Ignatius Stephen in Bandar Seri Begawan – Some 76,000 Indonesian workers, including those deported from Malaysia, have turned to Brunei to look for jobs as tailors, construction workers, drivers and cleaners, among others.

East Java is preparing to send these many skilled and unskilled workers to the sultanate this year, an Indonesian daily recently reported. It is not clear, however, if Brunei is ready to absorb such a large number of workers.

About a third of its population of 300,000 consists of immigrant workers and there is wariness about taking in more people during the current economic downturn which has affected the employment prospects for the locals.

Late in January, Malaysia suspended hiring Indonesians after workers from that country were involved in a series of ugly brawls.

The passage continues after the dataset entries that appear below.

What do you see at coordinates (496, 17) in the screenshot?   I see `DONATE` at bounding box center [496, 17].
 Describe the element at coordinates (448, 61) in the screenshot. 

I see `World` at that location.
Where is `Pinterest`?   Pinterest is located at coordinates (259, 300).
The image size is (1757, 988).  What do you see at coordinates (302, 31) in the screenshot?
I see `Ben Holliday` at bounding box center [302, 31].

It also began deporting illegal immigrants from Indonesia and announced that it wanted to phase out Indonesian workers, especially in the industrial, plantation and construction sectors.

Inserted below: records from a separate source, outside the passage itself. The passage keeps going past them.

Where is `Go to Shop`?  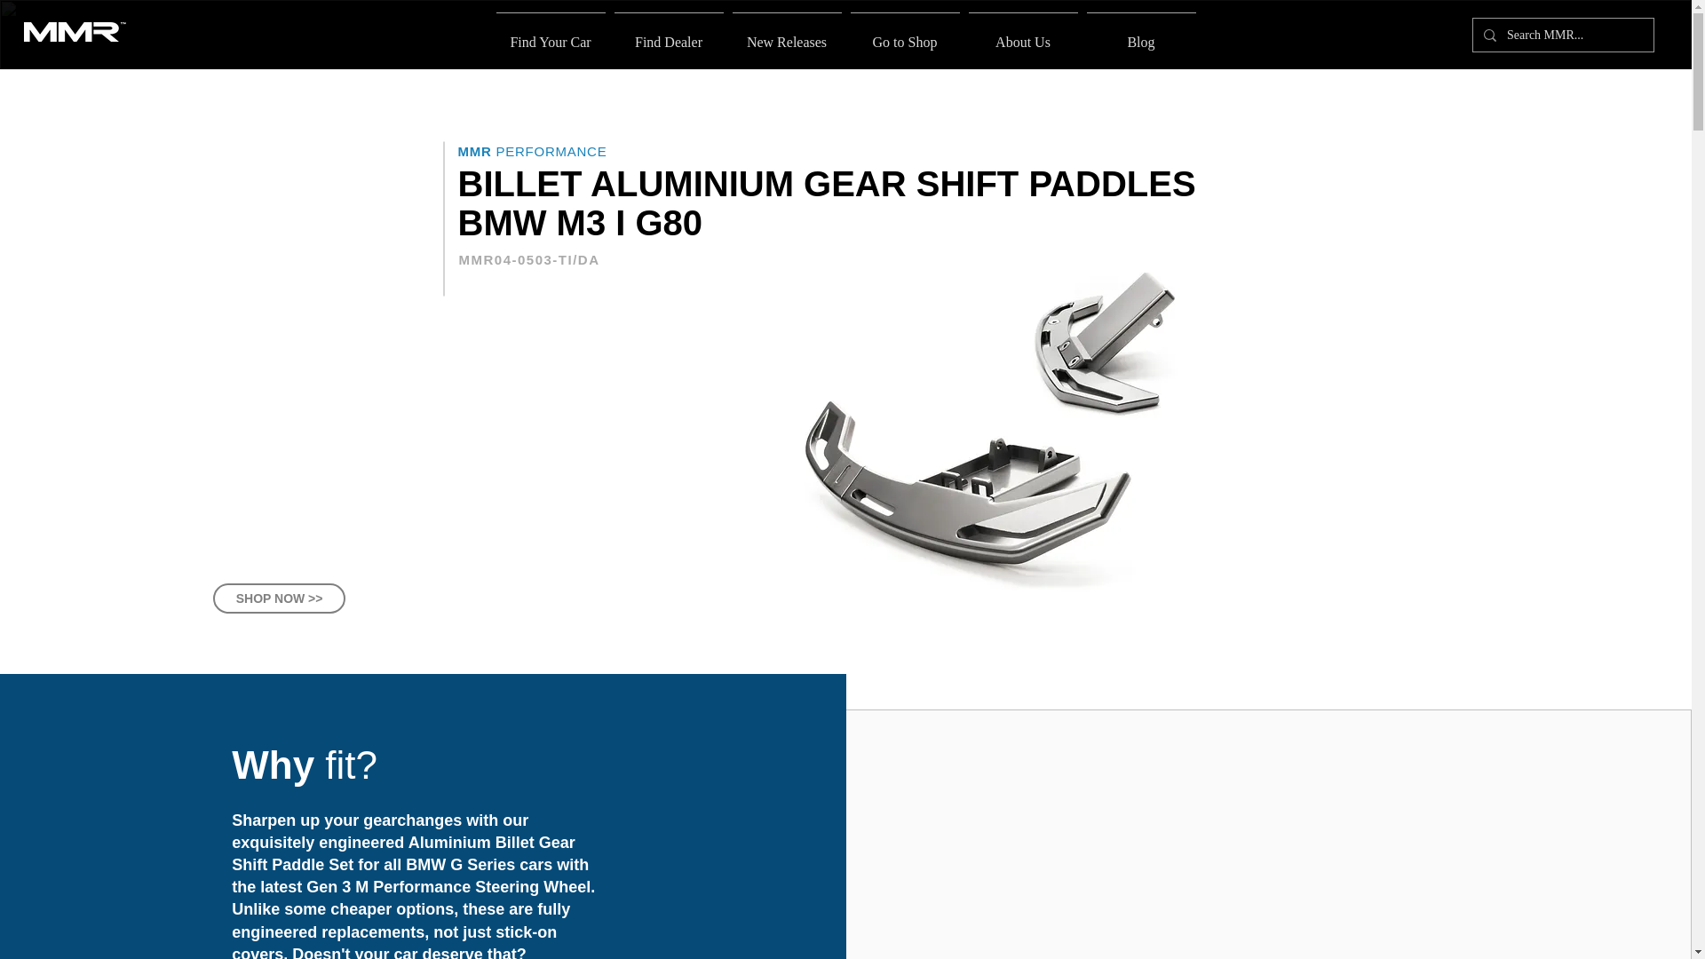
Go to Shop is located at coordinates (787, 34).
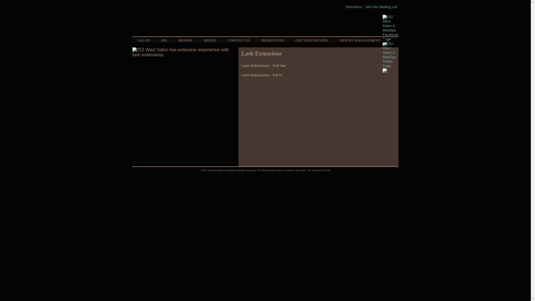 Image resolution: width=535 pixels, height=301 pixels. What do you see at coordinates (239, 41) in the screenshot?
I see `CONTACT US` at bounding box center [239, 41].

In Brunei, Indonesians are eyeing jobs as nurses, maids, shopkeepers, drivers, cleaners, painters and workers in the mining industry. There are up to 31,000 Indonesians currently working in Brunei, with 15 per cent of them employed in the formal sector and the remaining in the informal sector, according to Indonesian Ambassador to the sultanate Rahardjo Djojonegoro.

A training centre has been set up in East Java to prepare the Brunei-bound Indonesian workers, an official at the Indonesian Embassy in Brunei recently told the Borneo Bulletin. It is being run as a joint venture between a Bruneian and an Indonesian workers association called Pagyuban Tenaga Kerja Indonesia (PATKI).

The idea is to train the workers in the skills in demand and to orient them for Brunei's working environment. Although not the only training centre for overseas-bound Indonesian workers, it is the first to specifically train Brunei-bound workers. The vocational skills being provided there meet the working standards in Brunei, said Mr Rahardjo, who inspected some training centres last week.

"I will be able to sleep well after looking at this training. Conflicts between employers and workers will not take place if labour professionalism, like that displayed by the prospective Indonesian workers during this training, is maintained," he said.

PATKI head Hadianto said the East Java manpower office had received requests from Brunei for more than 1,100 workers, mostly skilled ones, between March and April. To meet the demand, the East Java manpower office had trained 330 people as tailors, construction workers, shopkeepers, drivers and cleaners, he said. At least 100 of these are students from vocational senior high schools, he added.

Some 51 workers, who participated in the training, left for Brunei last week to work as maids, tailors, shopkeepers and construction workers. Mr Rahardjo said he hoped more skilled Indonesian workers would head for Brunei.

He also said he hoped that they would acquire greater bargaining strength to compete with their counterparts from other Asian countries. Nearly 50,000 Malaysians and more than 20,000 Filipinos work in Brunei.